Basking in the ‘red gold’ glitter
In the early days of Taliban control in the 1990s, a low-paid agricultural worker began travelling from village to village in Afghanistan’s west with an unlikely pitch to farmers: Switch from the traditional wheat crop and focus on saffron, the notoriously labourintensive spice.
To many people, including some of the man’s own bosses at a Danish aid organization, the proposal was misdirected, maybe even foolish, and certainly well above his $50-a-month pay grade. Afghanistan was in the midst of a brutal drought with famine threatening. Keeping Afghans fed was the priority.
But the aid worker, Hashim Aslami, was adamant, arguing that even though harvesting the spice can be tricky and time consuming, the financial returns can be substantial:
Known as “red gold,” saffron can sell for as much as $700 (U.S.) a pound on the local market and much more elsewhere.
Saffron could even be an economically competitive substitute for the opium poppy, Aslami argued.
He eventually convinced the higher-ups, winning a $100 grant to begin a pilot program on four farms in Herat province.
Two decades later, Aslami, a soft-spoken, 63-yearold with what remains of his hair dyed jet black, is one of the proud visionaries of a rare success story: A $25-million export industry that continues to grow despite the country’s seemingly endless war.
Afghanistan is now the third-largest saffron producer in the world, behind Iran and India.
Aslami has risen to become the government’s top adviser in the flourishing saffron sector, which he says is growing by about 20 per cent a year. As someone who apparently sees work as the ultimate purpose in life, his waking hours are spent immersed in saffron, in meetings, in reading, in everyday conversation.
“Except when I am asleep, the rest of the time is all on saffron,” Aslami said with a smile, during an interview at his small apartment above a bank in central Kabul, the Afghan capital. His wife of 30 years, Talat Aslami, sat beside him.
At the moment, the dream to overtake opium is far from being realized. Afghan saffron accounts for only about 4 per cent of global production.
Saffron is harvested from a fall-blooming variety of the crocus flower, a hardy perennial that grows from bulbs and can withstand Afghanistan’s harsh climate. The flowers, each containing three red stigmas that will become the spice, have to be picked by hand in the early morning, before the blossoms open to the sun.
The plants bloom for only about three weeks a year, in late October and early November. After being plucked, the flowers are dried and the stigmas separated later. Harvesters must wear clean clothes, gloves and masks — the slightest odours can be absorbed by the flower, reducing the quality of the spice.
It is a labour-intensive process, which accounts for the high prices the spice commands and for the structural advantage that Afghanistan, with its abundance of cheap labour, enjoys over traditional producers such as Spain.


_Exercise_. Look for the word "with" in the entries below, then copy every line that has it.

[Excerpts from a figure dataset]
-------------------------
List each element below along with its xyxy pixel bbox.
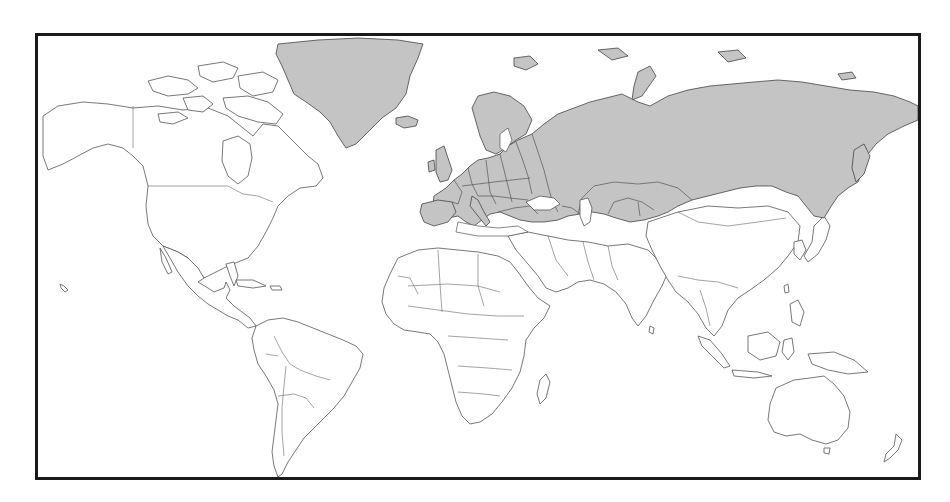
world-map bbox=[38, 36, 918, 477]
region-iceland bbox=[396, 116, 418, 128]
region-north-america bbox=[43, 62, 323, 328]
region-greenland bbox=[276, 38, 423, 148]
region-east-asia bbox=[646, 206, 868, 378]
region-europe-russia-central-asia bbox=[420, 48, 918, 226]
world-map-frame: World map with Greenland, Europe, Russia… bbox=[35, 33, 921, 480]
region-oceania bbox=[768, 376, 902, 462]
region-south-america bbox=[252, 318, 363, 477]
region-africa bbox=[382, 248, 550, 424]
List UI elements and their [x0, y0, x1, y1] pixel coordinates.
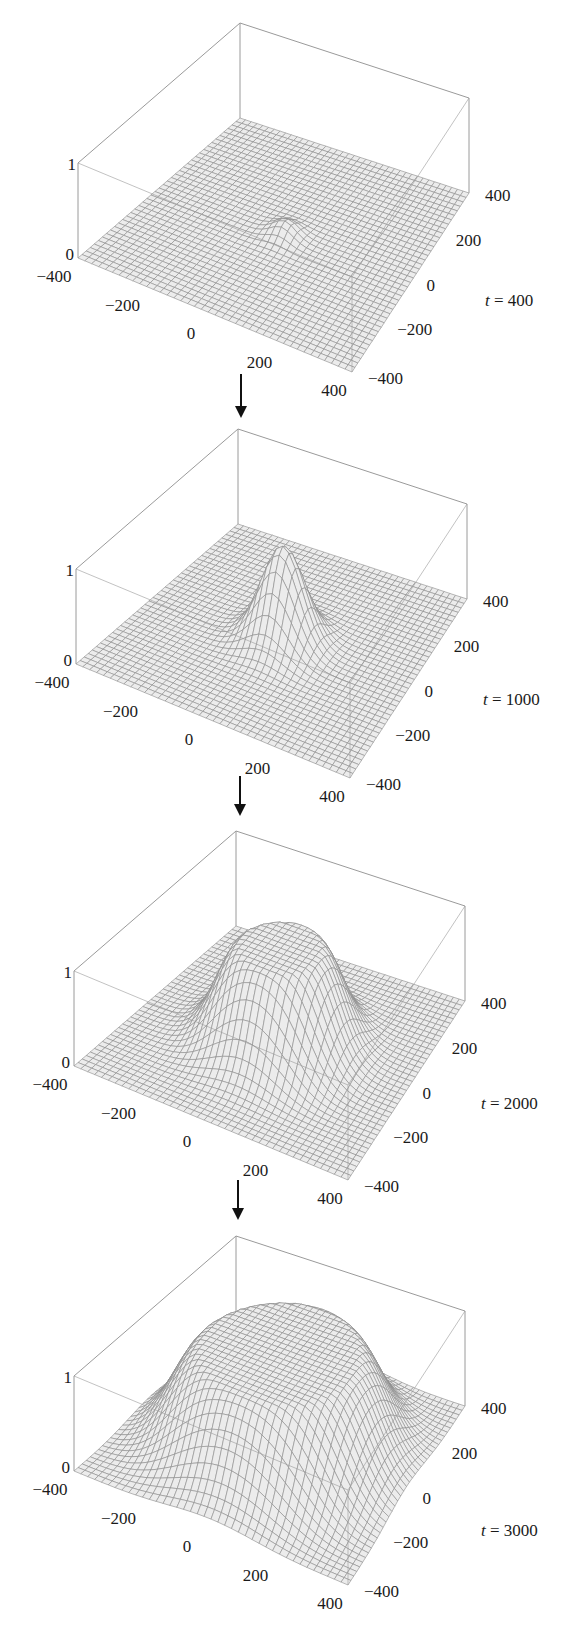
y-tick-label: 200	[454, 637, 480, 656]
z-tick-label: 0	[66, 245, 75, 264]
x-tick-label: −200	[101, 1104, 136, 1123]
x-tick-label: 0	[185, 730, 194, 749]
figure-canvas: −400−20002004004002000−200−40001 −400−20…	[0, 0, 573, 1626]
z-tick-label: 1	[64, 963, 73, 982]
y-tick-label: −400	[368, 369, 403, 388]
x-tick-label: −400	[36, 267, 71, 286]
x-tick-label: −400	[32, 1480, 67, 1499]
x-tick-label: 200	[243, 1566, 269, 1585]
y-tick-label: −200	[393, 1533, 428, 1552]
x-tick-label: −200	[101, 1509, 136, 1528]
x-tick-label: 200	[247, 353, 273, 372]
x-tick-label: 0	[183, 1132, 192, 1151]
surface-plot-t3000: −400−20002004004002000−200−40001	[32, 1236, 506, 1613]
y-tick-label: −400	[364, 1582, 399, 1601]
z-tick-label: 0	[62, 1053, 71, 1072]
x-tick-label: 400	[317, 1594, 343, 1613]
y-tick-label: −200	[397, 320, 432, 339]
y-tick-label: 0	[425, 682, 434, 701]
x-tick-label: 400	[317, 1189, 343, 1208]
y-tick-label: 200	[452, 1444, 478, 1463]
y-tick-label: 0	[423, 1084, 432, 1103]
y-tick-label: 200	[456, 231, 482, 250]
time-label: t = 3000	[481, 1521, 538, 1540]
surface-plot-t400: −400−20002004004002000−200−40001	[36, 23, 510, 400]
down-arrow-icon	[232, 1180, 244, 1220]
x-tick-label: −200	[103, 702, 138, 721]
z-tick-label: 0	[62, 1458, 71, 1477]
y-tick-label: −200	[393, 1128, 428, 1147]
surface-plot-t2000: −400−20002004004002000−200−40001	[32, 831, 506, 1208]
time-label: t = 1000	[483, 690, 540, 709]
z-tick-label: 0	[64, 651, 73, 670]
y-tick-label: −400	[364, 1177, 399, 1196]
z-tick-label: 1	[64, 1368, 73, 1387]
z-tick-label: 1	[66, 561, 75, 580]
surface-plot-t1000: −400−20002004004002000−200−40001	[34, 429, 508, 806]
y-tick-label: −200	[395, 726, 430, 745]
y-tick-label: 400	[483, 592, 509, 611]
x-tick-label: 400	[321, 381, 347, 400]
x-tick-label: 400	[319, 787, 345, 806]
y-tick-label: −400	[366, 775, 401, 794]
x-tick-label: 200	[245, 759, 271, 778]
x-tick-label: 0	[183, 1537, 192, 1556]
y-tick-label: 0	[427, 276, 436, 295]
x-tick-label: −400	[32, 1075, 67, 1094]
x-tick-label: −200	[105, 296, 140, 315]
time-label: t = 400	[485, 291, 533, 310]
y-tick-label: 0	[423, 1489, 432, 1508]
time-label: t = 2000	[481, 1094, 538, 1113]
y-tick-label: 200	[452, 1039, 478, 1058]
y-tick-label: 400	[485, 186, 511, 205]
down-arrow-icon	[235, 374, 247, 418]
y-tick-label: 400	[481, 1399, 507, 1418]
x-tick-label: 0	[187, 324, 196, 343]
y-tick-label: 400	[481, 994, 507, 1013]
x-tick-label: −400	[34, 673, 69, 692]
z-tick-label: 1	[68, 155, 77, 174]
x-tick-label: 200	[243, 1161, 269, 1180]
down-arrow-icon	[234, 776, 246, 816]
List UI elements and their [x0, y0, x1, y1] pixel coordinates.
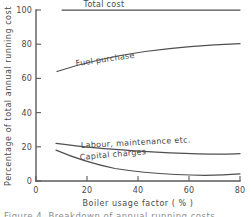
x-tick-label-60: 60 — [184, 186, 195, 195]
y-tick-label-40: 40 — [21, 109, 32, 118]
figure-caption: Figure 4. Breakdown of annual running co… — [4, 211, 215, 217]
x-tick-label-0: 0 — [33, 186, 38, 195]
x-tick-label-20: 20 — [82, 186, 93, 195]
y-tick-label-20: 20 — [21, 143, 32, 152]
y-tick-label-0: 0 — [27, 177, 32, 186]
x-axis-title: Boiler usage factor ( % ) — [83, 199, 194, 208]
x-tick-label-40: 40 — [133, 186, 144, 195]
y-tick-label-100: 100 — [16, 6, 32, 15]
chart-background — [0, 0, 251, 217]
y-axis-title: Percentage of total annual running cost — [4, 6, 13, 186]
x-tick-label-80: 80 — [235, 186, 246, 195]
y-tick-label-80: 80 — [21, 40, 32, 49]
series-label-total-cost: Total cost — [83, 0, 125, 9]
figure-container: 100 80 60 40 20 0 0 20 40 60 80 Boiler u… — [0, 0, 251, 217]
line-chart: 100 80 60 40 20 0 0 20 40 60 80 Boiler u… — [0, 0, 251, 217]
y-tick-label-60: 60 — [21, 74, 32, 83]
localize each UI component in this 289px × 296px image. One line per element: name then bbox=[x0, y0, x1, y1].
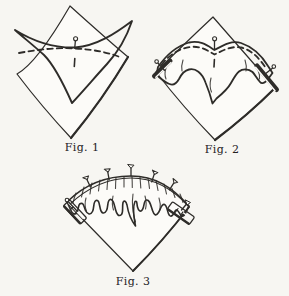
figure-1-drawing bbox=[0, 0, 145, 160]
base-square-fabric bbox=[17, 6, 128, 138]
figure-1-caption: Fig. 1 bbox=[57, 141, 107, 155]
figure-3-caption: Fig. 3 bbox=[108, 275, 158, 289]
pin-icon bbox=[128, 165, 134, 177]
pin-icon bbox=[265, 65, 276, 75]
grainline-mark bbox=[74, 59, 75, 67]
figure-2-drawing bbox=[145, 0, 289, 160]
base-fan-fabric bbox=[69, 178, 189, 271]
figure-2-caption: Fig. 2 bbox=[197, 143, 247, 157]
illustration-canvas: Fig. 1 Fig. 2 Fig. 3 bbox=[0, 0, 289, 296]
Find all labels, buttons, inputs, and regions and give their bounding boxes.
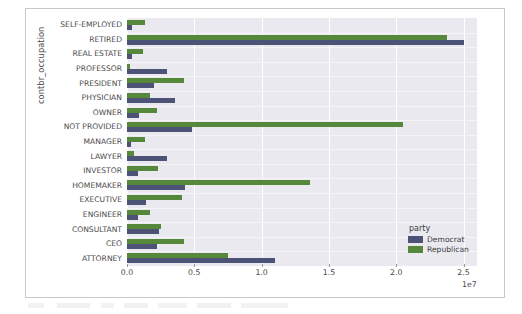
x-tick-mark [262,264,263,267]
bar-democrat [127,215,138,220]
x-tick-label: 2.5 [457,268,469,277]
bar-group [127,91,477,106]
y-tick-label: LAWYER [91,153,122,161]
x-tick-label: 2.0 [390,268,402,277]
y-tick-label: ATTORNEY [82,255,122,263]
bar-democrat [127,244,157,249]
y-tick-label: PRESIDENT [79,80,122,88]
y-tick-label: MANAGER [84,138,122,146]
bar-group [127,178,477,193]
legend-label-democrat: Democrat [427,235,465,244]
bar-democrat [127,25,132,30]
page-artifact-strip [28,303,288,308]
bar-democrat [127,98,175,103]
bar-democrat [127,258,275,263]
bar-group [127,193,477,208]
y-tick-label: PROFESSOR [76,65,122,73]
legend-item-republican: Republican [408,245,473,254]
legend-label-republican: Republican [427,245,469,254]
x-tick-label: 0.0 [121,268,133,277]
x-tick-label: 0.5 [188,268,200,277]
bar-group [127,47,477,62]
bar-group [127,120,477,135]
bar-group [127,164,477,179]
legend-title: party [409,224,473,233]
legend-swatch-democrat [408,236,423,243]
bar-group [127,33,477,48]
y-tick-label: NOT PROVIDED [64,123,122,131]
bar-group [127,76,477,91]
y-tick-label: PHYSICIAN [82,94,122,102]
x-tick-mark [194,264,195,267]
y-tick-label: HOMEMAKER [72,182,122,190]
bar-group [127,18,477,33]
x-axis-offset-text: 1e7 [462,280,477,289]
bar-democrat [127,113,139,118]
legend-swatch-republican [408,246,423,253]
y-tick-label: SELF-EMPLOYED [60,21,122,29]
bar-democrat [127,142,131,147]
bar-democrat [127,83,154,88]
y-tick-label: RETIRED [89,36,122,44]
bar-democrat [127,171,138,176]
x-tick-mark [127,264,128,267]
x-tick-mark [329,264,330,267]
x-tick-label: 1.0 [255,268,267,277]
y-tick-label: CEO [106,240,122,248]
x-tick-mark [396,264,397,267]
y-tick-label: CONSULTANT [72,226,122,234]
bar-democrat [127,69,167,74]
y-tick-label: REAL ESTATE [72,50,122,58]
x-tick-label: 1.5 [323,268,335,277]
x-axis-tick-labels: 0.00.51.01.52.02.5 [127,268,477,282]
bar-democrat [127,185,185,190]
legend: party Democrat Republican [404,222,476,258]
y-tick-label: ENGINEER [83,211,122,219]
bar-democrat [127,127,192,132]
bar-democrat [127,229,159,234]
chart-figure: contbr_occupation SELF-EMPLOYEDRETIREDRE… [0,0,522,314]
bar-group [127,135,477,150]
bar-group [127,62,477,77]
bar-democrat [127,156,167,161]
legend-item-democrat: Democrat [408,235,473,244]
x-tick-mark [464,264,465,267]
y-axis-tick-labels: SELF-EMPLOYEDRETIREDREAL ESTATEPROFESSOR… [0,18,122,266]
y-tick-label: EXECUTIVE [79,196,122,204]
bar-democrat [127,200,146,205]
bar-group [127,208,477,223]
bar-democrat [127,40,464,45]
bar-group [127,149,477,164]
y-tick-label: OWNER [93,109,122,117]
y-tick-label: INVESTOR [83,167,122,175]
bar-group [127,106,477,121]
bar-democrat [127,54,132,59]
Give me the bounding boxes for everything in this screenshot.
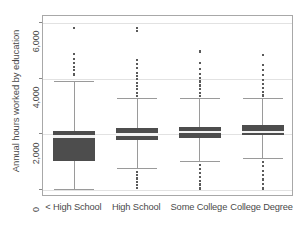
x-tick-label: < High School — [38, 202, 108, 212]
outlier-point — [262, 91, 264, 93]
plot-area — [42, 15, 293, 196]
outlier-point — [262, 87, 264, 89]
y-axis-title: Annual hours worked by education — [9, 6, 23, 196]
x-tick-label: High School — [101, 202, 171, 212]
outlier-point — [262, 94, 264, 96]
outlier-point — [262, 74, 264, 76]
upper-whisker-cap — [243, 98, 283, 99]
outlier-point — [262, 69, 264, 71]
x-tick-label: College Degree — [227, 202, 297, 212]
y-tick-label: 6,000 — [31, 22, 42, 62]
outlier-point — [262, 54, 264, 56]
outlier-point — [262, 174, 264, 176]
outlier-point — [262, 79, 264, 81]
outlier-point — [262, 165, 264, 167]
x-tick-label: Some College — [164, 202, 234, 212]
outlier-point — [262, 170, 264, 172]
outlier-point — [262, 187, 264, 189]
boxplot-figure: Annual hours worked by education 02,0004… — [0, 0, 306, 228]
y-tick-label: 2,000 — [31, 133, 42, 173]
outlier-point — [262, 161, 264, 163]
outlier-point — [262, 178, 264, 180]
median-line — [242, 131, 284, 133]
y-tick-label: 4,000 — [31, 78, 42, 118]
outlier-point — [262, 64, 264, 66]
box-plot — [43, 16, 294, 195]
lower-whisker-cap — [243, 158, 283, 159]
outlier-point — [262, 183, 264, 185]
outlier-point — [262, 83, 264, 85]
-------------------------
_Response to the task_.
List each element below along with its xyxy pixel bbox.
world-map-frame: World map with Greenland, Europe, Russia… bbox=[35, 33, 921, 480]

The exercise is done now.